It’s Time to End Presidents Day

It’s Time to End Presidents Day
George Washington, the 1st President of the United States of America and Abraham Lincoln the sixteenth president of the United States. Hulton Archive/Getty Images
Gary L. Gregg
Updated:
Commentary
Ceremonies, traditions, and holidays are important to any group that wishes to be “one people” joined together by something more than mere force or geographic chance.
In an increasingly diverse America, our religious holidays such as Christmas and Thanksgiving have been secularized to include a wide swath of the population. For others, such as Labor Day and Martin Luther King Jr. Day, we have all largely come to agree to take the day off from work together, even if many of us don’t share much of actual substance in the celebrations.
In February, however, we have a holiday that it’s time to abandon for the good of the nation. Presidents Day isn’t only a vacuous holiday but is also constitutionally unsound.

Remembering Greatness

The United States began celebrating George Washington’s birthday almost from the very beginning of the American Revolution. By the late 19th century, Washington’s birthday was commemorated officially in law. We began celebrating Abraham Lincoln’s birthday with his martyrdom. Both practices represent U.S. secular holidays and traditions at their best.
Commemorating Washington’s birthday reminds us of his greatness as our Founding Father. We can remember his heroic leadership during the Revolution, bringing together a rag-tag group of inexperienced and ill-equipped colonials to defeat an empire. We remember how he shook the very foundations of political power when he resigned his commission, becoming the first conquering military leader in 2,000 years to make such a selfless act. We remember his risking his fame and reputation to preside over the Constitutional Convention and then serve as president not once, but twice. We can remember and be thankful for his establishment of our federal government, setting all the precedence.
Commemorating the birth of Lincoln reminds us of how greatness can rise from the humblest poverty. We remember his simple log cabin, his self-education, and his ambition to rise above the circumstances into which he was born. With Lincoln, we can remember the union and the great cost of being culturally divided on core moral and political issues. We can remember our horrific history as a nation that supported chattel slavery, and we can remember our uneasy rise out of that original national sin. We can remember the martyring of one of our servants and meditate on what, sometimes, is the price of leadership.
In 1971, however, President Richard Nixon issued an executive order, pursuant to a 1968 act of Congress, that moved Washington’s official birthday celebration from Feb. 22 to the third Monday of February, in order to give workers another three-day weekend. Though it remains legally George Washington’s birthday, it fell between Lincoln’s and Washington’s birthdays, and, in the popular imagination, it came to stand for a commemoration of both presidents in particular, and all presidents in general. The holiday is almost universally now known simply as “Presidents Day.”

Loss of Meaning

Since the creation of Martin Luther King Jr. Day, fewer and fewer schools and businesses commemorate Presidents Day with the day off, but it still sits on the calendar and has primarily become an excuse for cartoonish ads selling mattresses and cars. What have we lost in these changes?
First, with the loss of Washington’s birthday, we have lost a holiday that once reminded us of true greatness and called us to be worthy of the man who risked everything for the nation he loved. Remembering Lincoln can be equally edifying.
Now, we have the more general “Presidents Day,” I suppose we are to celebrate such towering men of achievement as James Buchanan, Grover Cleveland, and William Henry Harrison. Or are we to remember the good character of Nixon, perhaps, or the bold leadership of the sweater-wearing Jimmy Carter? Lumping true greatness in with just anyone who might ever have served in office, we lose the value of the holiday to call us to personal virtue and constitutional service.
Presidents Day also is constitutionally confused, as it takes one office out of our constitutional order and holds it up for special celebration, thereby diminishing our other vital institutions, in comparison.
The framers of our political order gave us a system of separated powers, and checks and balances. They put Congress as the first institution and built a system around representation, and the rule of law passed through that complex system of representation. Celebrating Presidents Day, on the other hand, reinforces the modern reorientation of our system to one reliant on presidential agenda-setting and, often, unilateral presidential action.
Returning to celebrating Washington’s birthday would be more constitutionally faithful and might be more edifying for our rising generation. And, maybe, we would be spared some of the cartoon characters in stovepipe hats or knee breeches trying to sell us mattresses every February, too.
Gary L. Gregg holds the Mitch McConnell chair in leadership at the University of Louisville, where he is also director of The McConnell Center. He is author or editor of a dozen books, including his young adult novels published as “The Remnant Chronicles.”
Views expressed in this article are opinions of the author and do not necessarily reflect the views of The Epoch Times.
Gary L. Gregg
Gary L. Gregg
Author
Gary L. Gregg is director of the McConnell Center at the University of Louisville and editor of “Securing Democracy—Why We have an Electoral College.”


## To do:
Please transcribe the listing below in full and word for word, without its pictures.

==== Records for the exercise ====

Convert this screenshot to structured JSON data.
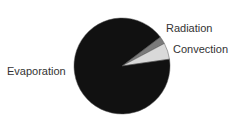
{
  "chart_data": {
    "type": "pie",
    "title": "",
    "start_angle_deg": 37,
    "direction": "clockwise",
    "slices": [
      {
        "label": "Radiation",
        "value": 2.5,
        "color": "#7a7a7a"
      },
      {
        "label": "Convection",
        "value": 5.5,
        "color": "#d9d9d9"
      },
      {
        "label": "Evaporation",
        "value": 92,
        "color": "#111111"
      }
    ],
    "legend": "none (direct labels)"
  }
}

====

## Answer area:
Convert this screenshot to structured JSON data.
{
  "chart_data": {
    "type": "pie",
    "title": "",
    "start_angle_deg": 37,
    "direction": "clockwise",
    "slices": [
      {
        "label": "Radiation",
        "value": 2.5,
        "color": "#7a7a7a"
      },
      {
        "label": "Convection",
        "value": 5.5,
        "color": "#d9d9d9"
      },
      {
        "label": "Evaporation",
        "value": 92,
        "color": "#111111"
      }
    ],
    "legend": "none (direct labels)"
  }
}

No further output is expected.